Julie Bindel Julie Bindel

Let me introduce you to ‘sick chick lit’

Chick lit has its place. On long-haul flights, for example, when you’re a bit pissed and bored with the films on offer, and all you wanted is some literary fast food. I recall one flight back from Colorado where I read Bridget Jones’s Diary from start to finish with it hidden between the covers of a National Geographic in case it were assumed I was a single, lonely chocolate-head who flashed her knickers at work.

Don’t get me wrong. I like that sort of woman. I’m not being snobby about crap books. It’s just that all mass-produced products created for women (excluding sanitary protection) tends to be twee or schmaltzy. The basic chick-lit plot centres on getting a man, keeping a man or coping with a man when he leaves you/is being a total bell end.

Publishers must have realised they’re losing out on my demographic (rabid, feminist, middle-aged lesbians who hate literary fiction but dislike being spoon-fed slush) so came up with Gone Girl, which has since given birth to several litters-worth of similar but inferior types.

So now we have ‘sick chick lit’. Books for women, about womanly things, but with nasty twists. No covers of Louboutin ankle boots or wedding cakes. No pictures of the author’s eight children on the dust jacket. With ‘sick chick lit’ you have edgy, matt black book fronts with prison-orange letters, and the promise of a proper plot in which you cannot visualise Colin Firth or Hugh Grant.

Except you sadly can. The film adaptation of Before I Go To Sleep had a bumbling but menacing Firth playing Mr Husband, who’s so lovely and considerate you know something terrible will happen.

Gone Girl is OK as they go, but contains lines such as, ‘Love makes you want to be a better man.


▶ [Task]: Give all of the records again. Match them exactly.

▶ [Task data]:
====

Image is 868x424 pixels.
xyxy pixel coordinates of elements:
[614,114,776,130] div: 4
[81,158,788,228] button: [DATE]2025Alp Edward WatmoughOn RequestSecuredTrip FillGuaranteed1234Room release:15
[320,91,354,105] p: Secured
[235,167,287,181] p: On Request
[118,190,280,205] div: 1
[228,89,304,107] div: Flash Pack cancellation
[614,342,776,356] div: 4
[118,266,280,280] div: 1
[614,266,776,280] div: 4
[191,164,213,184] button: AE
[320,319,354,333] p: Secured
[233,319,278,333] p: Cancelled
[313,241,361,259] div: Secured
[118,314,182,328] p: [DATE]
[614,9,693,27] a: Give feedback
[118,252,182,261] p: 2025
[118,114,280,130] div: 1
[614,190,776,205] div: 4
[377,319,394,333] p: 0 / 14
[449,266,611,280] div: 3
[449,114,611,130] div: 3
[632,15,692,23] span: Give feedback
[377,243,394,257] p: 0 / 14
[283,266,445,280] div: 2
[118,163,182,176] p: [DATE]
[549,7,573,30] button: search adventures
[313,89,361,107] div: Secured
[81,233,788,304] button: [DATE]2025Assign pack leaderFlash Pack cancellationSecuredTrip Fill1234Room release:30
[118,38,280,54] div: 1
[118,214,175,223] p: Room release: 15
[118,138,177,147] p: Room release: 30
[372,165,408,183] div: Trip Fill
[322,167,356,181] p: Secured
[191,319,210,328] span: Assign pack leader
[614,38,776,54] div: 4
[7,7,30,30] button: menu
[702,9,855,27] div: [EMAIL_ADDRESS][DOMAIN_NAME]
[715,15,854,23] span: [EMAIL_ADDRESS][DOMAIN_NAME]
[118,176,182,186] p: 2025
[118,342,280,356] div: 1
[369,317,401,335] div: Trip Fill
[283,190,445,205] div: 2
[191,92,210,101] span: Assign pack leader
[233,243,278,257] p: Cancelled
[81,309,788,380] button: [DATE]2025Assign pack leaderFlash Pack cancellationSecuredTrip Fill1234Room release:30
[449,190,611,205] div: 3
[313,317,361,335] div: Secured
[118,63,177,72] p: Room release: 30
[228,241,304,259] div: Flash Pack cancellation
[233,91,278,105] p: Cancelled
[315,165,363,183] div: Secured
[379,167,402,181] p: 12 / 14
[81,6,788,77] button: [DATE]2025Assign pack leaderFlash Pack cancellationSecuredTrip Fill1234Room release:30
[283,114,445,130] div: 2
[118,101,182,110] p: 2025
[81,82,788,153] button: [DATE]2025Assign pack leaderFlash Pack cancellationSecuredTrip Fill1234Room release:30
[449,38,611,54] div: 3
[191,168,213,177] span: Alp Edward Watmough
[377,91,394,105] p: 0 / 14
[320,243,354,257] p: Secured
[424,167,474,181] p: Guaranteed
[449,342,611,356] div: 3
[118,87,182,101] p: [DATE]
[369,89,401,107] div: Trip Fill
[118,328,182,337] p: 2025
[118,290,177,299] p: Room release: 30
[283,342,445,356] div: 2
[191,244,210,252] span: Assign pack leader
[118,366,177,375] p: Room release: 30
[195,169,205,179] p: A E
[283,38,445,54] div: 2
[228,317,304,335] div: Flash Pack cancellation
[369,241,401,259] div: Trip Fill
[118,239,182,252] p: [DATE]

====

▶ [Result for this exercise]:
Image is 868x424 pixels.
xyxy pixel coordinates of elements:
[614,114,776,130] div: 4
[81,158,788,228] button: [DATE]2025Alp Edward WatmoughOn RequestSecuredTrip FillGuaranteed1234Room release:15
[320,91,354,105] p: Secured
[235,167,287,181] p: On Request
[118,190,280,205] div: 1
[228,89,304,107] div: Flash Pack cancellation
[614,342,776,356] div: 4
[118,266,280,280] div: 1
[614,266,776,280] div: 4
[191,164,213,184] button: AE
[320,319,354,333] p: Secured
[233,319,278,333] p: Cancelled
[313,241,361,259] div: Secured
[118,314,182,328] p: [DATE]
[614,9,693,27] a: Give feedback
[118,252,182,261] p: 2025
[118,114,280,130] div: 1
[614,190,776,205] div: 4
[377,319,394,333] p: 0 / 14
[449,266,611,280] div: 3
[449,114,611,130] div: 3
[632,15,692,23] span: Give feedback
[377,243,394,257] p: 0 / 14
[283,266,445,280] div: 2
[118,163,182,176] p: [DATE]
[549,7,573,30] button: search adventures
[313,89,361,107] div: Secured
[81,233,788,304] button: [DATE]2025Assign pack leaderFlash Pack cancellationSecuredTrip Fill1234Room release:30
[118,38,280,54] div: 1
[118,214,175,223] p: Room release: 15
[118,138,177,147] p: Room release: 30
[372,165,408,183] div: Trip Fill
[322,167,356,181] p: Secured
[191,319,210,328] span: Assign pack leader
[614,38,776,54] div: 4
[7,7,30,30] button: menu
[702,9,855,27] div: [EMAIL_ADDRESS][DOMAIN_NAME]
[715,15,854,23] span: [EMAIL_ADDRESS][DOMAIN_NAME]
[118,176,182,186] p: 2025
[118,342,280,356] div: 1
[369,317,401,335] div: Trip Fill
[283,190,445,205] div: 2
[191,92,210,101] span: Assign pack leader
[233,243,278,257] p: Cancelled
[81,309,788,380] button: [DATE]2025Assign pack leaderFlash Pack cancellationSecuredTrip Fill1234Room release:30
[449,190,611,205] div: 3
[313,317,361,335] div: Secured
[118,63,177,72] p: Room release: 30
[228,241,304,259] div: Flash Pack cancellation
[233,91,278,105] p: Cancelled
[315,165,363,183] div: Secured
[379,167,402,181] p: 12 / 14
[81,6,788,77] button: [DATE]2025Assign pack leaderFlash Pack cancellationSecuredTrip Fill1234Room release:30
[283,114,445,130] div: 2
[118,101,182,110] p: 2025
[81,82,788,153] button: [DATE]2025Assign pack leaderFlash Pack cancellationSecuredTrip Fill1234Room release:30
[449,38,611,54] div: 3
[191,168,213,177] span: Alp Edward Watmough
[377,91,394,105] p: 0 / 14
[320,243,354,257] p: Secured
[424,167,474,181] p: Guaranteed
[449,342,611,356] div: 3
[118,87,182,101] p: [DATE]
[369,89,401,107] div: Trip Fill
[118,328,182,337] p: 2025
[118,290,177,299] p: Room release: 30
[283,342,445,356] div: 2
[191,244,210,252] span: Assign pack leader
[118,366,177,375] p: Room release: 30
[195,169,205,179] p: A E
[283,38,445,54] div: 2
[228,317,304,335] div: Flash Pack cancellation
[369,241,401,259] div: Trip Fill
[118,239,182,252] p: [DATE]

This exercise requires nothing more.